Tree Note

Tree Note:
Not Your Usual Tree Story
by Joan K. Sloan

Re-PLACE-ing Philadelphia is building an expanded archive of cultural memory that includes multiple histories, re-place-ing the established with new narratives and understandings. Notes from invited artists and community members consider place via the street, sound, food, trees, and other portals. 

Re-PLACE-ing Artist/Thinker Marty Pottenger is collecting tree stories from around Philadelphia as a way for individuals to re-anchor and re-place in their personal relationships and narratives with nature. Joan K. Sloan responds.

 

One day back in the late 80’s I received a call from my mother informing me that my dad had been arrested and taken down to the police station. My Dad?!!  I couldn’t believe it. “Mom, what did daddy do?”  My mom replied, “You know your dad, he did something he had no business doing. He chopped down those two cherry blossom trees next to our house.”

I loved those cherry blossom trees. Every time I would visit my parents during “blooming season” I marveled at the delicate pink flowers that gave the trees their fullness and natural beauty. And those blossoms made our freshly painted red and white corner house look so pretty. Everybody said so. I no longer lived at home, but I’d grown up there on Gratz Street; a long and narrow city block of asphalt and cement in the heart of North Philadelphia. Not a blade of grass nor a tree was anywhere to be found. 

In fact, as a young child, I’m told that I screamed and cried the first time I felt grass between my toes on a visit to Fairmount Park. I was truly a kid from the “cement jungle” as our neighborhood was called back in the day.

The cherry blossom trees, a gift of friendship from Japan to Philadelphia in the 20s, had been planted next to our home as part of the city’s beautification program in the 70s. There were even articles written about the cherry blossom trees in North Philadelphia. Those trees enriched our block, our surrounding neighborhood and gave the residents a renewed sense of pride.

When I got the call from my mom that dad had chopped down the cherry blossom trees, the neighborhood had changed over the years since the trees had been planted. All my parent’s peers had moved to Germantown, Tioga or West Oak lane. Many of the blue collar jobs in the clothing industry and factories that had helped people raise and support their families had closed or moved away. The new people who moved in were much younger and the new industry of choice or by default was the drug trade.
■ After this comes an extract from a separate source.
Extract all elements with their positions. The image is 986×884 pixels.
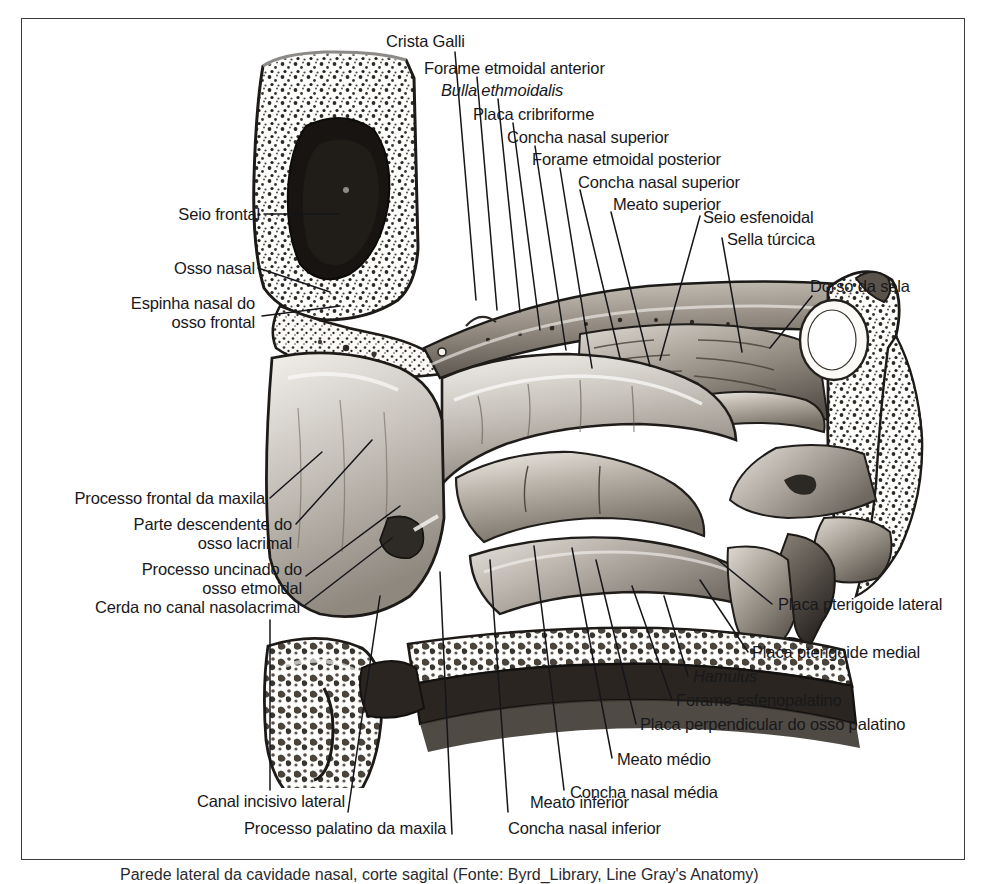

The drug dealers were stashing there drugs in the tree and they were conducting their drug transactions under the darkness of the trees at night. My dad witnessed this as he came home late from his job as a bus driver and he and mom could also see what was going on from our front window. My dad called the police numerous times with no resolution. And, knowing him as the activist he was, he probably called everyone he knew in city government as well. He even railed against the drug dealers directly, all to no avail. So he took matters into his own hands.

My dad used a saw to cut down both of the trees beside our house. And when he did the drug dealers called the cops.  They said that Mr. Brown was chopping down property that didn’t belong to him. When the police arrived my dad told his story; but their response was, “Mr. Brown, you just can’t go around chopping trees down. We’re going to have to take you down to the station house”. To which my dad replied, “Fine, but I have to go and take care of Nan and Brownie first.  
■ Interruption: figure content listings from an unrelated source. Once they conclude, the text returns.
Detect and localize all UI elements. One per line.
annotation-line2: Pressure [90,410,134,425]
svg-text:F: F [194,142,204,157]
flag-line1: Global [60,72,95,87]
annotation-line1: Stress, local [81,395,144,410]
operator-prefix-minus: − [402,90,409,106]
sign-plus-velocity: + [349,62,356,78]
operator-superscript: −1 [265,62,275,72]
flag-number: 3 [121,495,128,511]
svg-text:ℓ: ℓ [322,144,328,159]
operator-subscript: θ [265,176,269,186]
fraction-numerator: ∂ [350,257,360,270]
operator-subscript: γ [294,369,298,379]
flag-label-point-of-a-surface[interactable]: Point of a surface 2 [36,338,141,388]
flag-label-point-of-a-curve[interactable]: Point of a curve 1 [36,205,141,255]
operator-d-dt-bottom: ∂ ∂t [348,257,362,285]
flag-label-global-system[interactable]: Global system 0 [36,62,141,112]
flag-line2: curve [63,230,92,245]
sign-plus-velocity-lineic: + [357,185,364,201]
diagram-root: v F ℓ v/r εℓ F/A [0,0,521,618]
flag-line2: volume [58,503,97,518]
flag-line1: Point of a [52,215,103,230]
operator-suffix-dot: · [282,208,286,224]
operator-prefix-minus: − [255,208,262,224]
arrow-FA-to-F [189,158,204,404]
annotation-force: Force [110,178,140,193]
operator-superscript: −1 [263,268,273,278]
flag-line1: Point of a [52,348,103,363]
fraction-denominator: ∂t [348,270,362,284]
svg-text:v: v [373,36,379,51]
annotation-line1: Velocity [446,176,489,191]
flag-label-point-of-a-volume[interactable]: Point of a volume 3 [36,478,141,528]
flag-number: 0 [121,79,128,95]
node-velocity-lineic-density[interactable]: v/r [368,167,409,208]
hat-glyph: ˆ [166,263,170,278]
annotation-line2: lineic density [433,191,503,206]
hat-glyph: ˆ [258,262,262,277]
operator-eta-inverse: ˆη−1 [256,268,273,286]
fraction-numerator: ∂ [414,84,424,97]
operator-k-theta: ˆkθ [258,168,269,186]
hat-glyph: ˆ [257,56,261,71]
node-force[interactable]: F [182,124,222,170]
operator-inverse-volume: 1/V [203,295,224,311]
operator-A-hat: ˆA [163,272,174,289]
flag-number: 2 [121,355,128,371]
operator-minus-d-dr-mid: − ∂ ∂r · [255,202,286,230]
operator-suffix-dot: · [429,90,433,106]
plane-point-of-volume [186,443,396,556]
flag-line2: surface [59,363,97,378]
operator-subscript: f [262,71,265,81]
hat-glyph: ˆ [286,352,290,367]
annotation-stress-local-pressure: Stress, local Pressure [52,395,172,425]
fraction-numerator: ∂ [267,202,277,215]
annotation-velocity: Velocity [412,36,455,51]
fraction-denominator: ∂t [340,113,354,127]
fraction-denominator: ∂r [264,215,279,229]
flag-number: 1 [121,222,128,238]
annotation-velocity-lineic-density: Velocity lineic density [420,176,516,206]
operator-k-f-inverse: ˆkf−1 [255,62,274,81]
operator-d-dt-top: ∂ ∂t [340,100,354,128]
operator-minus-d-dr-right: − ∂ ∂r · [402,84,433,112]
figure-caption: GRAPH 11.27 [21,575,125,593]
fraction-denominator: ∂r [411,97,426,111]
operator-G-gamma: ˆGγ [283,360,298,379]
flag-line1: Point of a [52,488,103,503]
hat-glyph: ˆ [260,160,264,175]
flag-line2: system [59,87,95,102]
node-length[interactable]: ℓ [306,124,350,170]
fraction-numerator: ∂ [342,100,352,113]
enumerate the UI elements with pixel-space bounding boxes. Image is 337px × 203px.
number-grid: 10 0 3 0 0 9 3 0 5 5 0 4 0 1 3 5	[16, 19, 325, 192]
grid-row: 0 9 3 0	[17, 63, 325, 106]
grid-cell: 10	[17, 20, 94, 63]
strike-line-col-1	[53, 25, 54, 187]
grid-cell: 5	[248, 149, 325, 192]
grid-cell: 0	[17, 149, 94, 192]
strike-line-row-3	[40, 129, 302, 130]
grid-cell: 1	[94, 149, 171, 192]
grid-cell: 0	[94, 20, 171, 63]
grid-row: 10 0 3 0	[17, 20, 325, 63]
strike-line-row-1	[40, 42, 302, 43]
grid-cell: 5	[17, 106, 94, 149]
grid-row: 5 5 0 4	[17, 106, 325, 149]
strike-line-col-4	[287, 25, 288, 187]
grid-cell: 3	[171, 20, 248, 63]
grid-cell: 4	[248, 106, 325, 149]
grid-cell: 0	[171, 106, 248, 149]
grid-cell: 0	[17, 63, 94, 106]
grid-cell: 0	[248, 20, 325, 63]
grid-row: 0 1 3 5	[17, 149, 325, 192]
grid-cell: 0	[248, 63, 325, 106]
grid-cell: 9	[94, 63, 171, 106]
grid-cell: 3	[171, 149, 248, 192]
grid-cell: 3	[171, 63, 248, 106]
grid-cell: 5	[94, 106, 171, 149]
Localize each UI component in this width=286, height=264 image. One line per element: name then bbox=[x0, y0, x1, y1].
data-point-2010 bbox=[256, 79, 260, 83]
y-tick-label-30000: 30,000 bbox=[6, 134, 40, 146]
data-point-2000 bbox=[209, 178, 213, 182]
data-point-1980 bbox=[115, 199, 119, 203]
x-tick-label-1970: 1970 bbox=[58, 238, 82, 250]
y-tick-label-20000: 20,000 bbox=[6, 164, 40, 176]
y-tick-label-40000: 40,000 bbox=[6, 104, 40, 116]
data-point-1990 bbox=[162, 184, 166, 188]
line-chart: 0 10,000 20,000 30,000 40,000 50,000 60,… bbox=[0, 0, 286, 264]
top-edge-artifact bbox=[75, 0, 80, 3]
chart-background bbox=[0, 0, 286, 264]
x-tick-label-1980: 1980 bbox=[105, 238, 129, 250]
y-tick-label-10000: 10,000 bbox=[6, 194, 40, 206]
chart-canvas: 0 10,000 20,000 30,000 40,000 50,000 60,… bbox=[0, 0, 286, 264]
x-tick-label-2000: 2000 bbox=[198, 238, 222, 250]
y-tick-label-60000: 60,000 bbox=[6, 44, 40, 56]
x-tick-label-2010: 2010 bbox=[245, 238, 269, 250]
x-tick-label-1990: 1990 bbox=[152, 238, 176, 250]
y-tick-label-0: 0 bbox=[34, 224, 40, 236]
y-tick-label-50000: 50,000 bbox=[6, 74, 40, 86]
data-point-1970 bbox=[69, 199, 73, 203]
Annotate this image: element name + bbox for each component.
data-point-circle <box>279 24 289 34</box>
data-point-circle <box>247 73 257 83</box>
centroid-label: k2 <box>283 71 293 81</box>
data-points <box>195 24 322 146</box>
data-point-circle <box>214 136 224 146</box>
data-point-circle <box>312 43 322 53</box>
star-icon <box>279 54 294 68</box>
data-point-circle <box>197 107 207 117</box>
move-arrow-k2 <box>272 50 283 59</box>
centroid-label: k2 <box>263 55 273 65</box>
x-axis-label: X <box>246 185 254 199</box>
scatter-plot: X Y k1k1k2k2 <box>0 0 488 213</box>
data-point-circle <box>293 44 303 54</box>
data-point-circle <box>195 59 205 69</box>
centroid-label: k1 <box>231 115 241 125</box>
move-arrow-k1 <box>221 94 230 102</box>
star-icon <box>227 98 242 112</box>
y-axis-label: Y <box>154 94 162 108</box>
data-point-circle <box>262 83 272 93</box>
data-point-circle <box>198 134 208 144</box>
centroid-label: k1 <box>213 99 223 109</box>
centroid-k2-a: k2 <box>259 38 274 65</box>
Nan and Brownie were two little old ladies, mother and daughter in their early 80s and late 90’s respectively, that my mom had met at bingo. My mom, initially, and then my dad had been looking out for them ever since. At the time the police arrived it was time for my dad to put Nan and Brownie on the “pot”; chamber pot that is, also known as a portable toilet.

As unlikely as it would seem today, the policemen took my dad to Nan and Brownies, who lived just a few blocks away. They waited while my dad trudged up three flights of steps (where the little old ladies chose to stay even though they owned the entire brownstone) to put Nan and Brownie on the pot.

They finally took my dad to the police station and released him without pressing any charges for chopping down those cherry blossom trees. Shortly after that my mom and dad left North Philadelphia and came to live with me. Mom’s still with me at 92 years old, but dad passed away some time ago.  My dad’s memory lives on especially when I see a cherry blossom tree in bloom.  It always puts a smile on my face when I think of my dad taking a saw and matters into his own hands while holding the police at bay because he had to go and put Nan and Brownie on the “pot.”